*DIRECTIONS FOR THIS TASK*
Between the line containing "This screenshot has width=1079, height=607." and the line containing "Find the location" lies a run of lines; give that run again exactly, with both of those lines, and nothing else from the entries below.

*RECORDS PROVIDED*

★ ★ ★

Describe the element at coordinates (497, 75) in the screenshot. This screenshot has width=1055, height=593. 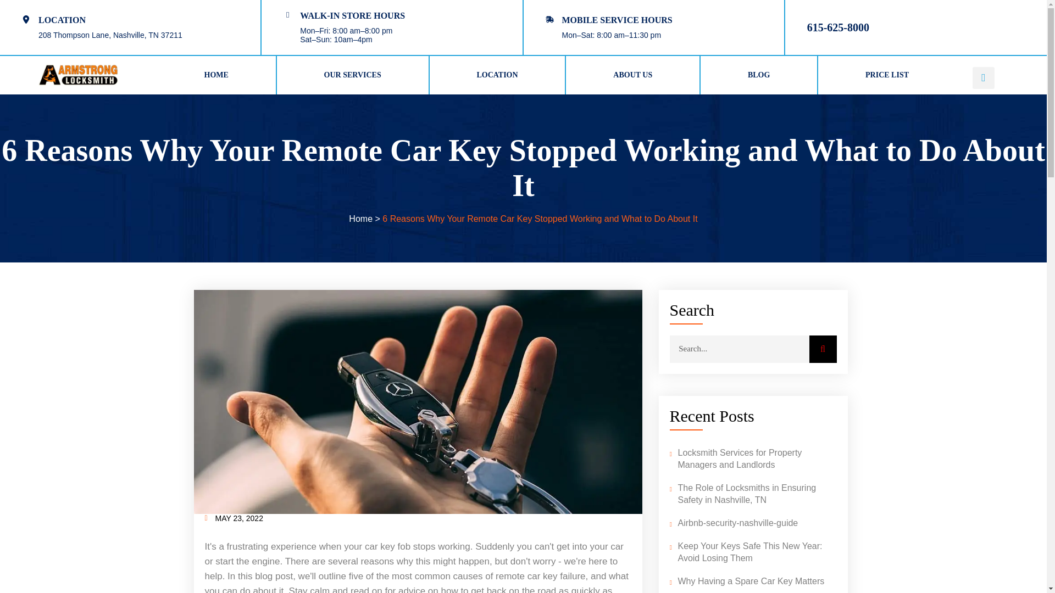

★ ★ ★

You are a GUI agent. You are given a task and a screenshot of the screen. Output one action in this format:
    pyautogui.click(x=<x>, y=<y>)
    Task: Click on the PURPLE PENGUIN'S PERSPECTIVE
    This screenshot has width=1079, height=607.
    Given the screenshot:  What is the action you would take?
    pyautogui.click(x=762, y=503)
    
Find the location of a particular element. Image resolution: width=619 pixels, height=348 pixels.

★ ★ ★

*EXERCISE RESPONSE*
    This screenshot has width=1079, height=607.
    Given the screenshot:  What is the action you would take?
    pyautogui.click(x=762, y=503)
    
Find the location of a particular element. Image resolution: width=619 pixels, height=348 pixels.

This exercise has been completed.